The 11 best vibe coding tools
For business users building production apps
These platforms let PMs, ops, and non-technical teams build real, working tools often without writing code.
1 Zite

Despite its recent launch, Zite has quickly gained users for building internal portals, client dashboards, and lightweight apps all without needing to loop in engineering. This is especially popular with operations and support teams. It’s flexible enough for simple use cases but powerful enough to scale with your team.
2 Airtable

Airtable continues to be a go-to for structured data workflows. It’s flexible, visual, and easy to extend into real apps using extensions or integrations. It works especially well as the “backend” for teams that don’t want to manage databases.
For entrepreneurs building software
These tools are used by founders and indie hackers who want to ship fast from side projects to production SaaS.
3 Lovable

Lovable is a tool for building branded, polished web apps combining design and code. Ideal for solo founders who want strong visual identity from day one. The design-to-code workflow makes it feel closer to Webflow, but with more developer flexibility.
4 Replit

Replit is a cloud-based IDE with built-in deployments, AI assistance, and multiplayer coding.
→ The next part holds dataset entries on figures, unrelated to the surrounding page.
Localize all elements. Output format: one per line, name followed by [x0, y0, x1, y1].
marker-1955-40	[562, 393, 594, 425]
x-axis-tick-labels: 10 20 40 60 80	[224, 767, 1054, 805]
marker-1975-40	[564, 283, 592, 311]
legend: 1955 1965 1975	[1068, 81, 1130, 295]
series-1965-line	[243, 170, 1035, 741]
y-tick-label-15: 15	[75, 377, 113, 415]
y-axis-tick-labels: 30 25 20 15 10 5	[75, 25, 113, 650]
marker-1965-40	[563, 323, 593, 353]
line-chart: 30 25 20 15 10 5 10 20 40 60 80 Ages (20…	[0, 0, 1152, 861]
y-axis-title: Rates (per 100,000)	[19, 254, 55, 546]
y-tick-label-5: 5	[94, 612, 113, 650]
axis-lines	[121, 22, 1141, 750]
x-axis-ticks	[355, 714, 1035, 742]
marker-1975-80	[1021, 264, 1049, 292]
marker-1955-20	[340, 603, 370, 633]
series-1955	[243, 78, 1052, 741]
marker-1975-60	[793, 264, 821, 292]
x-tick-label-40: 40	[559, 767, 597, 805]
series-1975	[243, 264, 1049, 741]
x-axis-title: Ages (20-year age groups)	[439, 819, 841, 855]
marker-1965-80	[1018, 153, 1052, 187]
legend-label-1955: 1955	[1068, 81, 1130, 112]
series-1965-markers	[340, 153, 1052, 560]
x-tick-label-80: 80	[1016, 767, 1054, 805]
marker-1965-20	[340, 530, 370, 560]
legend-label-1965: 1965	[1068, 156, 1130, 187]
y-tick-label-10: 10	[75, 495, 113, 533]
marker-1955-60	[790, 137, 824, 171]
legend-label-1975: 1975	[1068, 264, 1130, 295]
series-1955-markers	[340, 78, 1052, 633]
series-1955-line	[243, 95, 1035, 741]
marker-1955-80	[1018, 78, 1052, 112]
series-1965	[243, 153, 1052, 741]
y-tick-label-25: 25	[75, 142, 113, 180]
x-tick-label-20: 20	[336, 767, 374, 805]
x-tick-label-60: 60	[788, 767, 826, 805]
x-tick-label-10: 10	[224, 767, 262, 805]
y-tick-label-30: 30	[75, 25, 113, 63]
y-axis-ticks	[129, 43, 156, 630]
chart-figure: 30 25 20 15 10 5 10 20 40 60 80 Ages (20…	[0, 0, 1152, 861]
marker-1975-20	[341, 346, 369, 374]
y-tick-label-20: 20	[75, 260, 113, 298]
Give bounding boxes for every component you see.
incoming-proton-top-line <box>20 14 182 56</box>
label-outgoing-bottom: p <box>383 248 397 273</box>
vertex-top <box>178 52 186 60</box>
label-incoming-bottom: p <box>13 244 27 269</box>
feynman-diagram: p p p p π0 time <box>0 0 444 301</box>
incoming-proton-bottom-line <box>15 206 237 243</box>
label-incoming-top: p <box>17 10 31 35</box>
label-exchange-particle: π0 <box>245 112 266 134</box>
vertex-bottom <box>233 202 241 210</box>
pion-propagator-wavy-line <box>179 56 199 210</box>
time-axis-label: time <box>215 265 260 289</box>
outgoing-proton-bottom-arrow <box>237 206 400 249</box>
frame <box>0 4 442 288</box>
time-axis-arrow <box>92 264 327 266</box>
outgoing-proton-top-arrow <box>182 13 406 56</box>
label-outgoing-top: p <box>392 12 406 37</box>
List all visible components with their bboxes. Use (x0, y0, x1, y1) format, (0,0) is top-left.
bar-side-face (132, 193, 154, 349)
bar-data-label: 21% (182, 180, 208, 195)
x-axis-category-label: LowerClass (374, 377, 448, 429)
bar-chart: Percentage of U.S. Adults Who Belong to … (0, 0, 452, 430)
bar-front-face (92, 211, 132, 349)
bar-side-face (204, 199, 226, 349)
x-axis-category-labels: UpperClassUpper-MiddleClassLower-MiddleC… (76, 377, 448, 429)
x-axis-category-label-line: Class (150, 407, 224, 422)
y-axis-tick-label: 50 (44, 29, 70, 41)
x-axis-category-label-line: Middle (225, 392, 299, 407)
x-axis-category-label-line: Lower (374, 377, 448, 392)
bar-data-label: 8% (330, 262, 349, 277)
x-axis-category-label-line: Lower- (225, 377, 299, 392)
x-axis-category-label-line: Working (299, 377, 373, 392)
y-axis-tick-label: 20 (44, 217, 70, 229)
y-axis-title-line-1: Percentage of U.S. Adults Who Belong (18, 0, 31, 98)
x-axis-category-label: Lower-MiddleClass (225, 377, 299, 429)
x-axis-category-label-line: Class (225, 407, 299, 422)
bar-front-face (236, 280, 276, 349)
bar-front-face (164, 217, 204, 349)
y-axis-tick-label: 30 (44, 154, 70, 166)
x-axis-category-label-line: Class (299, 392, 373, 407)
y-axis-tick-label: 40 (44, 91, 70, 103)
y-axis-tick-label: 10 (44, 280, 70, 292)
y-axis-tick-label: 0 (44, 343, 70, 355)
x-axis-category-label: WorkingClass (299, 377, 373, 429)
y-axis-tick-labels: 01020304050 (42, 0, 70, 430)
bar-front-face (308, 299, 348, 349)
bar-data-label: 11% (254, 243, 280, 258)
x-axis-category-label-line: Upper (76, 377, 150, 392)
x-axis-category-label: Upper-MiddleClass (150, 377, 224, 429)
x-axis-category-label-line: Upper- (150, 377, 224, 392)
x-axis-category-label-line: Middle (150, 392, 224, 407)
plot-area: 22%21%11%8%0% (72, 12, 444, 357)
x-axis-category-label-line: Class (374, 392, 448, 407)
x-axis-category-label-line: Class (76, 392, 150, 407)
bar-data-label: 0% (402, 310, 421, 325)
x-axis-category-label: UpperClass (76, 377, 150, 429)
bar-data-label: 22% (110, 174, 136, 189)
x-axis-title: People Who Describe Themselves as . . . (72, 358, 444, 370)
Great for fast iteration and building live apps in the browser. You can go from “new file” to deployed app without ever leaving the tab.
5 Bolt.New

Bolt.New helps early-stage founders launch quickly by handling auth, backend setup, and scaffolding. Gets out of the way so you can focus on features. It’s particularly useful for standard SaaS setups like subscriptions, logins, and teams.
For engineers in large code bases
These are production-grade tools used by engineering teams shipping real software. Most are AI-powered, with deep codebase context and a focus on speed.
6 Cursor

Engineers use Cursor to write, refactor, and debug with AI that understands their repo. It’s an AI-native code editor built for large codebases. This is especially helpful for repetitive changes across multiple files or navigating unfamiliar code.
7 Claude Code

Powered by Anthropic’s Claude, Claude Code this assistant supports long-context reasoning and code generation across large projects. Especially useful for collaboration and explaining complex logic. It’s strong at answering “why” questions about your code, not just writing new lines.
For engineers working on prototypes
These platforms are used for testing ideas, exploring solutions, or mocking up early features.
8 Cursor Agent

Cursor Agent offers a fast way to test fixes or ideas based on Slack threads, GitHub issues, or internal bug reports. Useful for quick validation or triage. It’s best for small, scoped tasks where speed matters more than structure.
9 Devin

Devin is an AI software engineer that can build, test, and deploy small apps autonomously. Still early, but promising for internal prototypes. It’s more of a research tool today, but early adopters are using it to explore new workflows.
For designers and PMs prototyping features
These tools are used by non-technical team members to test flows, mock up components, or hand off ideas to engineering.
10 Figma Make

Figma Make turns designs into partially functional prototypes. Great for PMs and designers to test flows or communicate ideas clearly. It helps bridge the gap between design and engineering in fast-moving teams, especially during early product exploration.
11 V0

From Vercel, V0 lets you describe a UI component and get production-ready React code back. Useful for generating real components early in the process. It’s also a helpful companion when writing UI specs or collaborating with front-end devs.
Vibe coding isn’t a single tool, but a shift in how teams build. Engineers move faster with AI in complex codebases. PMs, designers, and founders launch tools without dev support. These workflows are becoming the norm.
We hope this gives you a clearer view of the space. Thanks for reading!